Autumn leaves

by Rick Johansen

I am beginning to wonder if working in a city all my life dulled my sense of the seasons. Like so many, I had swallowed the line that “we don’t have seasons anymore”. Autumn 2016 has reminded me just how wrong that is.

My work those days takes me deep into Somerset and particularly the small villages and towns. In the big city, it is easy just to see the shortening days and the dropping temperatures as a bad thing, but then cities can, in a certain light, seem uniformly grey. In the countryside, even if the sky is grey, nothing else is.

Driving into Wells the other day, I saw the full glory of Britain in autumn. A crisp, clear morning with wisps of cloud intermingling with the albino rainbows of the passing planes. Ahead of me, towards Glastonbury Tor and beyond, the leaves changing colour, presenting a patchwork mosaic that takes your breath away, rising above the gentle mist was Wells cathedral. It was picture postcard perfect.

I was succoured into believing that the only “good” weather could possibly be warm and sunny weather and everything else was “bad” weather. A grumpy minority with too much time on their hands can only complain when the sun is not blazing above, which means they moan pretty well all year round.

Leaving the big city gridlock of Bath, a city that seems to be in perennial need of a power-wash, I passed by small villages on my way east, some buzzing with senior citizens going on their way, others funeral-quiet, but all surrounded in spectacular foliage. I stopped for a while to eat my lunch, sitting on a bench in the middle of nowhere, the only noise being from grazing cattle, birds and the distant swish of the nearest A road. The sun, which is slowly slipping lower by the day, still emits a tangible and welcome warmth. Autumn has been mainly dry and some of the fields looked parched, unbelievable for early November.

The views, high above Bath, were spectacular in all directions, although the city itself was covered in an unmistakable smog, the sort you can taste. No pea souper, but no doubting what it was. The valleys and hills beyond had long lost their early mist, small cottages in the middle of nowhere, accessed by lanes seemingly adequate only for a small motorcycle. I could see a long succession of jet aircraft coming into Bristol Airport, so clear I swear you could see the passengers. On final approach, the noise was minimal, the engines in idle as the plane descended.

Soon, all this beauty will be gone, the trees will be bare and we will be able to see even further to both the near and far distance. If this long, dry autumn is anything to go by, we can expect a long, wet winter because these things all tend to even out. This maritime climate, as my father never tired of reminding me, rarely delivers snow to the west of England.

Then, back to the city, the outskirts of Bristol, more smog, more grey and, yes, a misleading vision of what autumn looks like.

I have seen autumn this week and she is beautiful. I have loved the weather and now know that it’s not all about the heat. In terms of the pictures in my mind, this has been the most beautiful of autumns. Now I understand it, I hope it lasts a while longer.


If a line of the data below holds the word "increases", list it.

======== Dataset ========

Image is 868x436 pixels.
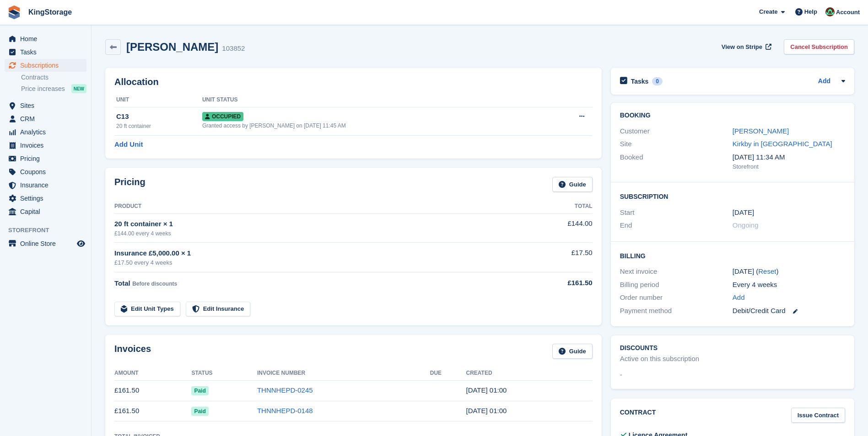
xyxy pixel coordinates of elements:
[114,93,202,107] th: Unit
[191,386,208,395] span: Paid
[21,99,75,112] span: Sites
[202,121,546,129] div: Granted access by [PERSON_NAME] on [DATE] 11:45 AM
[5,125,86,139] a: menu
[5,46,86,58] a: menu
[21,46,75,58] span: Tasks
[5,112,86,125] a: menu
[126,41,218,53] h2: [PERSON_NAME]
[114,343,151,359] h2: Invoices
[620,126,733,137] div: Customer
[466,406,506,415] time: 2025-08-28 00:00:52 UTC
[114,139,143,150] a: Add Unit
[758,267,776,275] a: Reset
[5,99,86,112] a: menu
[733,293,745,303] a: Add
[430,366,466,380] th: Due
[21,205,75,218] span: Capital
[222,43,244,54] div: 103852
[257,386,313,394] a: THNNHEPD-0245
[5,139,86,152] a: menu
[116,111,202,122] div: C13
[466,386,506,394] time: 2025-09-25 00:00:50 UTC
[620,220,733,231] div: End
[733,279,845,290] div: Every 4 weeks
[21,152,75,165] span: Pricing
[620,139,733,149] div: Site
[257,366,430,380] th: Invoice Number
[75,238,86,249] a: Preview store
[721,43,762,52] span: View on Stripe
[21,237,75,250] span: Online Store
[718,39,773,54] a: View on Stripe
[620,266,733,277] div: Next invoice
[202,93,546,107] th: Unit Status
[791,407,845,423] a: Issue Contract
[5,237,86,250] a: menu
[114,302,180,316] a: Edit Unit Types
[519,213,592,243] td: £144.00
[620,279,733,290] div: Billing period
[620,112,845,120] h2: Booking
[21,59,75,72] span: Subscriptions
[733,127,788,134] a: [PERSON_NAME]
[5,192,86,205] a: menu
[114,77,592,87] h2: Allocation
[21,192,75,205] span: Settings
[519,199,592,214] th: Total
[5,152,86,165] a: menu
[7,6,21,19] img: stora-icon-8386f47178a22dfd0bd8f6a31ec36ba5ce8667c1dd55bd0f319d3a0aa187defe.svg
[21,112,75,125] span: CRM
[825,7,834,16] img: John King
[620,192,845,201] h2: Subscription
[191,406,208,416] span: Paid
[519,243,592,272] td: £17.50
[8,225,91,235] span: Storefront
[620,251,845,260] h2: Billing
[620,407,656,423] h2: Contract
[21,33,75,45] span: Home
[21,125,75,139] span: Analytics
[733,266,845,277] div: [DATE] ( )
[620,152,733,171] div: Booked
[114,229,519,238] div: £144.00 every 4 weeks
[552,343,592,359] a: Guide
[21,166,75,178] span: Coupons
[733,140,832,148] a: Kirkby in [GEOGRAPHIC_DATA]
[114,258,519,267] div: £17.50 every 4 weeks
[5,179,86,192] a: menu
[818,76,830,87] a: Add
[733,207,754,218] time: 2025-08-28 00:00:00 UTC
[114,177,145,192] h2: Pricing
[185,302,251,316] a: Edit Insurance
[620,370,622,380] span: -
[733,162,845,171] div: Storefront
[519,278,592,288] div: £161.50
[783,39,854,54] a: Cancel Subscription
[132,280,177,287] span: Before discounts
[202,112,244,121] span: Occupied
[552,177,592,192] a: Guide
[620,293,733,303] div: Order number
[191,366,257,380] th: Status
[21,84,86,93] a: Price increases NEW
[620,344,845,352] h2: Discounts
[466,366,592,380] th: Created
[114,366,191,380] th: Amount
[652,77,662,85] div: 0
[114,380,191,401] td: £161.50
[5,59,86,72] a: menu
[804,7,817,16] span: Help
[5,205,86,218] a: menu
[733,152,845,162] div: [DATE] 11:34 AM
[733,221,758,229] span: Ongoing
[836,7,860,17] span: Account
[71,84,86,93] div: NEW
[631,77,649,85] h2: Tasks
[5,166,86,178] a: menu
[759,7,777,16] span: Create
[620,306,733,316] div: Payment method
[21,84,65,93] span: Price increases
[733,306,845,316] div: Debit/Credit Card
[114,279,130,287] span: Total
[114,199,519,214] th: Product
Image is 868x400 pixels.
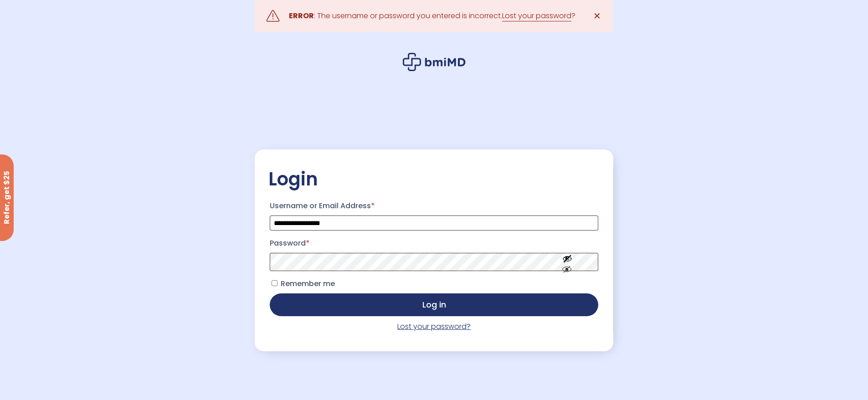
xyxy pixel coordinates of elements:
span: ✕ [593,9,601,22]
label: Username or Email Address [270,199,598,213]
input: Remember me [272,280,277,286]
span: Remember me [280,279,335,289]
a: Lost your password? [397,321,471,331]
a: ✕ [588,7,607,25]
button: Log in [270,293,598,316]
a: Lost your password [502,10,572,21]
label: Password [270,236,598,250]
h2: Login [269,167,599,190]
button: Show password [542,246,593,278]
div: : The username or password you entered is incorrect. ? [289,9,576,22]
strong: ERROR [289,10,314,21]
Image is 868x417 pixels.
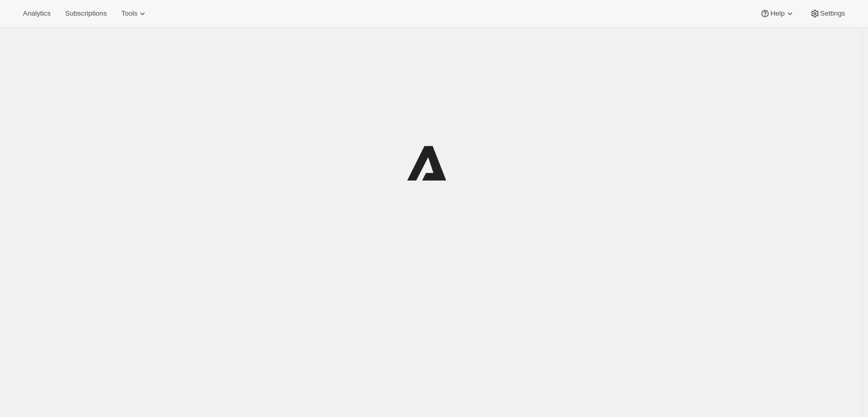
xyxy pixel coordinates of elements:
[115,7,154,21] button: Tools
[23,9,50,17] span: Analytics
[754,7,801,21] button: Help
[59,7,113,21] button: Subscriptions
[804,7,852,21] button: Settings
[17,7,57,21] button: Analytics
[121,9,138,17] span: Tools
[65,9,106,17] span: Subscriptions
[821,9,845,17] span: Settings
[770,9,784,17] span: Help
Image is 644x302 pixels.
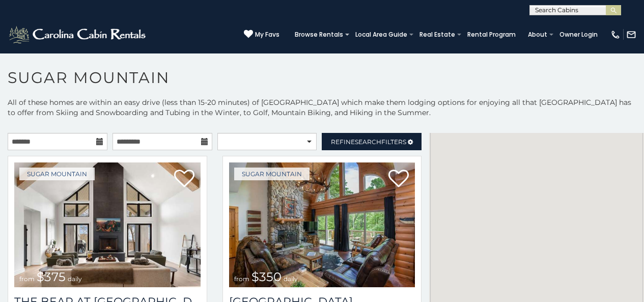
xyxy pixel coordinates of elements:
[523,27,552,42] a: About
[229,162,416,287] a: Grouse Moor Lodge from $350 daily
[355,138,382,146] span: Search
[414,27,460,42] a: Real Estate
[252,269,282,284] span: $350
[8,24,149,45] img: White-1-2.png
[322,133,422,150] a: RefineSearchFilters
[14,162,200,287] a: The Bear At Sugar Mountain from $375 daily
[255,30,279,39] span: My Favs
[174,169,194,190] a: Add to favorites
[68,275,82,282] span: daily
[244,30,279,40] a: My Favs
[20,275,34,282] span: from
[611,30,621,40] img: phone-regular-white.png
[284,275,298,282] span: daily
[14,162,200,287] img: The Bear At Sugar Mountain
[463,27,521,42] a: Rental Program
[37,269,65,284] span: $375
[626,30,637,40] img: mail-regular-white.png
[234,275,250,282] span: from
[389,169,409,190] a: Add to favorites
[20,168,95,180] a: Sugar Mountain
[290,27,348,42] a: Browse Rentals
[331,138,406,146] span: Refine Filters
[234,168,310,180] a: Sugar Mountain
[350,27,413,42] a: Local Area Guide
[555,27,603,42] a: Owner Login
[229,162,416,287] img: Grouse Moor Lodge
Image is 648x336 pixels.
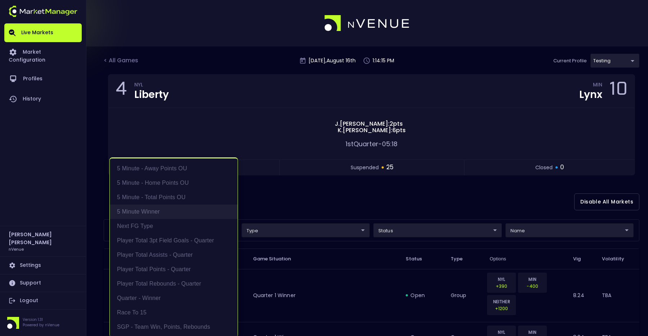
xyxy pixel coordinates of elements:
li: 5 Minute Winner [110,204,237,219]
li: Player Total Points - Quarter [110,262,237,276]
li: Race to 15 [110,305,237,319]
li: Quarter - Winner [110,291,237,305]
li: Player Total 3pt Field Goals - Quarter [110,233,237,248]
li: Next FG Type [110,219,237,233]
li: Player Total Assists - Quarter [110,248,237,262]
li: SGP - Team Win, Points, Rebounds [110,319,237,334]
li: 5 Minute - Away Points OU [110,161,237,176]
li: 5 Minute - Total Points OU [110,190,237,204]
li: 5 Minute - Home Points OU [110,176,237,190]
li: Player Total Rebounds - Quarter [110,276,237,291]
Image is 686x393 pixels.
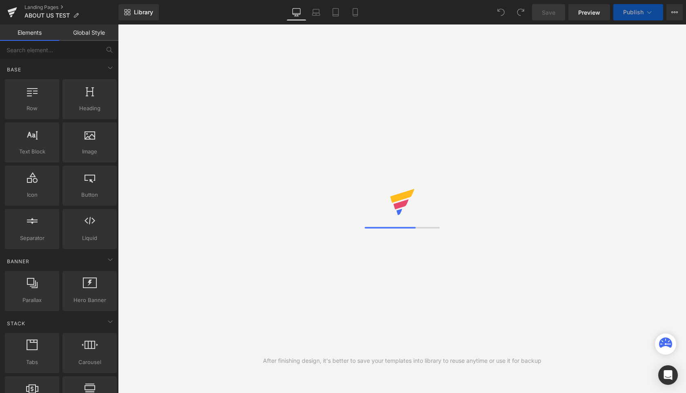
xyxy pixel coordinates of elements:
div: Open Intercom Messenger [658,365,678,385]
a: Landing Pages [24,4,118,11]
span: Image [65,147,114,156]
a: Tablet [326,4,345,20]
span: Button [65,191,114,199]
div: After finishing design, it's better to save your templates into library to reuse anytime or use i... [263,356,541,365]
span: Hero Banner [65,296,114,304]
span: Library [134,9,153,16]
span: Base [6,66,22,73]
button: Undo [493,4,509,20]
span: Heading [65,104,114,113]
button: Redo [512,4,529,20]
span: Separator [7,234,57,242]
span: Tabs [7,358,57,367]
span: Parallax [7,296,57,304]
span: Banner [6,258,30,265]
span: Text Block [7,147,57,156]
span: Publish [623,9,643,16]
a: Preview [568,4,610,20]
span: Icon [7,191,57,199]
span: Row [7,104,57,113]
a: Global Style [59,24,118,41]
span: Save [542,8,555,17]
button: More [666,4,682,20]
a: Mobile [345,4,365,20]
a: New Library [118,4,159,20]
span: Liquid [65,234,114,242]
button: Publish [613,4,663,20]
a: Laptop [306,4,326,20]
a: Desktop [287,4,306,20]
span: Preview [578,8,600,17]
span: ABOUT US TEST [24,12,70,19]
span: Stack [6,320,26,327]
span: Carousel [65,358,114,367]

========

→ Output of the exercise
[21,84,86,93] a: Price increases NEW
[21,84,65,93] span: Price increases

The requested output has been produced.